In many ways, present-day America has increasingly been defined by numerous internal contradictions and external persuasions, with her burgeoning cultures, races, religions, products, ideas. For many, this discordance and capriciousness are overwhelming. But Obama is the perfect expression of this state. At once he transcends the resplendent mosaic of class, race and ideology. He is part Hawaiian, Indonesian, Kenyan, black, white, Harvard, inner-city Chicago. He is America’s first true postmodern President.

Yet he thrives in America’s sometimes difficult politics not merely because of what his life narrative is — he succeeds also because of what his life narrative isn’t. In many ways, Obama is the antithesis of the qualities that characterized the last eight years — the Bush administration’s juvenile nihilism and the Congress’ gross incompetence.
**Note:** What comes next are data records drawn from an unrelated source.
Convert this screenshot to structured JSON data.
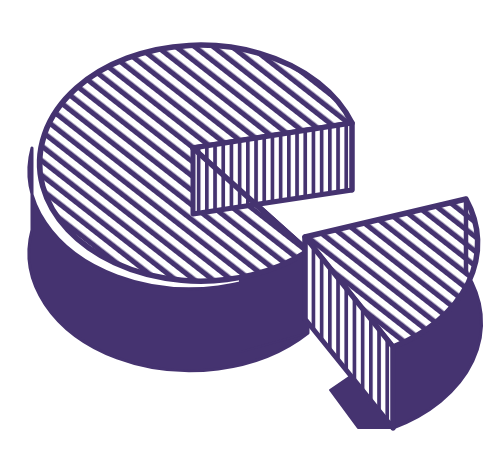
{
  "illustration": {
    "title": "Cut pie cylinder with separated wedge slice",
    "subject": "pie-slice-diagram",
    "canvas": {
      "width": 496,
      "height": 463,
      "background": "#ffffff"
    },
    "colors": {
      "ink": "#453370",
      "fill_solid": "#453370",
      "paper": "#ffffff"
    },
    "hatching": {
      "top_surface": {
        "pattern": "diagonal-stripes",
        "angle_deg": -52,
        "spacing_px": 11,
        "stroke_px": 5
      },
      "cut_face": {
        "pattern": "vertical-stripes",
        "spacing_px": 8,
        "stroke_px": 3.6
      },
      "side_wall": {
        "pattern": "solid"
      }
    },
    "parts": [
      {
        "name": "main-body",
        "label": "Cylinder with wedge removed",
        "top_surface_pattern": "diagonal-stripes",
        "side_wall_pattern": "solid",
        "notch_face_pattern": "vertical-stripes"
      },
      {
        "name": "wedge-slice",
        "label": "Separated wedge slice",
        "top_surface_pattern": "diagonal-stripes",
        "left_cut_face_pattern": "vertical-stripes",
        "outer_wall_pattern": "solid"
      }
    ],
    "geometry": {
      "body_center": {
        "x": 193,
        "y": 148
      },
      "body_radius_x": 161,
      "body_radius_y": 118,
      "body_depth_px": 82,
      "notch_start_angle_deg": -17,
      "notch_end_angle_deg": 44,
      "wedge_apex": {
        "x": 305,
        "y": 237
      },
      "wedge_bottom_point": {
        "x": 358,
        "y": 428
      }
    }
  }
}
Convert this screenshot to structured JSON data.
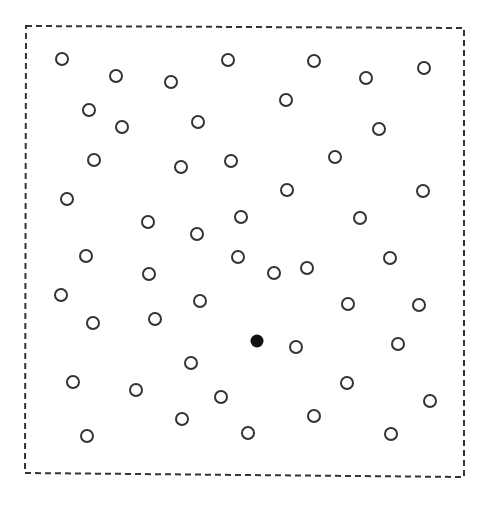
{
  "figure": {
    "width": 486,
    "height": 505,
    "frame": {
      "points": [
        [
          26,
          26
        ],
        [
          464,
          28
        ],
        [
          464,
          477
        ],
        [
          25,
          473
        ]
      ],
      "stroke": "#333333",
      "dash": "6,4",
      "stroke_width": 2
    },
    "circle_radius": 6,
    "open_point_stroke": "#333333",
    "filled_point_color": "#111111",
    "open_points": [
      [
        62,
        59
      ],
      [
        116,
        76
      ],
      [
        171,
        82
      ],
      [
        228,
        60
      ],
      [
        314,
        61
      ],
      [
        366,
        78
      ],
      [
        424,
        68
      ],
      [
        89,
        110
      ],
      [
        122,
        127
      ],
      [
        198,
        122
      ],
      [
        286,
        100
      ],
      [
        379,
        129
      ],
      [
        94,
        160
      ],
      [
        181,
        167
      ],
      [
        231,
        161
      ],
      [
        335,
        157
      ],
      [
        67,
        199
      ],
      [
        287,
        190
      ],
      [
        423,
        191
      ],
      [
        148,
        222
      ],
      [
        241,
        217
      ],
      [
        197,
        234
      ],
      [
        360,
        218
      ],
      [
        86,
        256
      ],
      [
        149,
        274
      ],
      [
        238,
        257
      ],
      [
        274,
        273
      ],
      [
        307,
        268
      ],
      [
        390,
        258
      ],
      [
        61,
        295
      ],
      [
        200,
        301
      ],
      [
        348,
        304
      ],
      [
        419,
        305
      ],
      [
        93,
        323
      ],
      [
        155,
        319
      ],
      [
        296,
        347
      ],
      [
        398,
        344
      ],
      [
        191,
        363
      ],
      [
        73,
        382
      ],
      [
        136,
        390
      ],
      [
        221,
        397
      ],
      [
        347,
        383
      ],
      [
        430,
        401
      ],
      [
        182,
        419
      ],
      [
        314,
        416
      ],
      [
        87,
        436
      ],
      [
        248,
        433
      ],
      [
        391,
        434
      ]
    ],
    "filled_points": [
      [
        257,
        341
      ]
    ]
  }
}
For many, conditions and circumstances demanded a genuine leader. Obama was one.

In politics, the smallest details define the biggest moments. For Obama, he chose to meet his most dangerous challenges with the finest responses. When his political candidacy previously threatened to implode, he didn’t shy away from the novelty that challenge presents. Instead, reassured with remarkable courage, he delivered a speech on race in Philadelphia, now universally acclaimed for it’s honest, vivid examination of the complexities of racial relations. He transformed a moment that could evoke hurt and pain into leadership, not denying and abdicating responsibility but providing us all a moment for reflection and discussion.

America tomorrow is also a time when traditional political labels will matter less, displaced by common sense pragmatism and mutual resolutions. The public’s faith in the government has dramatically crumbled — in his last year Bush often had an approval rating hovering around 20% — thus electing a man who built his reputation as a conciliator. For many, blind subscriptions to political constructs damaged our capacity for reason and tolerance. They worried that excessive partisanship harmed the country, and, wanting to reclaim the promise and power of the American Dream, united behind Obama.

Most importantly, America appears to have regained her desire for renewal and reinvention at a moment when she is facing her greatest crisis in identity. Present-day America confronts her greatest challenges in decades — the multi-polar world, the crumbling financial system, the Constitutional violation, the climate change, global terrorism. These tasks are extremely daunting.

So, when America’s status is in deep peril, when the world no longer views America in the same way, when America’s promise has been distorted and her ideals besmirched, Americans collectively chose action over inaction, electing Obama and, by implication, dismissing the endless political gridlock and Boomer-Vietnam-60s infatuation. In record numbers, Americans turned out to elect a candidate who is post-Boomer, post-civil rights, post-Vietnam. They wanted an America premised not on the past, but on the future. This is modern America.

At a time when the qualities and reality of modern-day America appears confused, fraught, fragmented, divergent, Americans decided to unite and save our nation. They engaged actively, and, in the end, channeled their hopes and worked to elect our new president — President Barack Obama.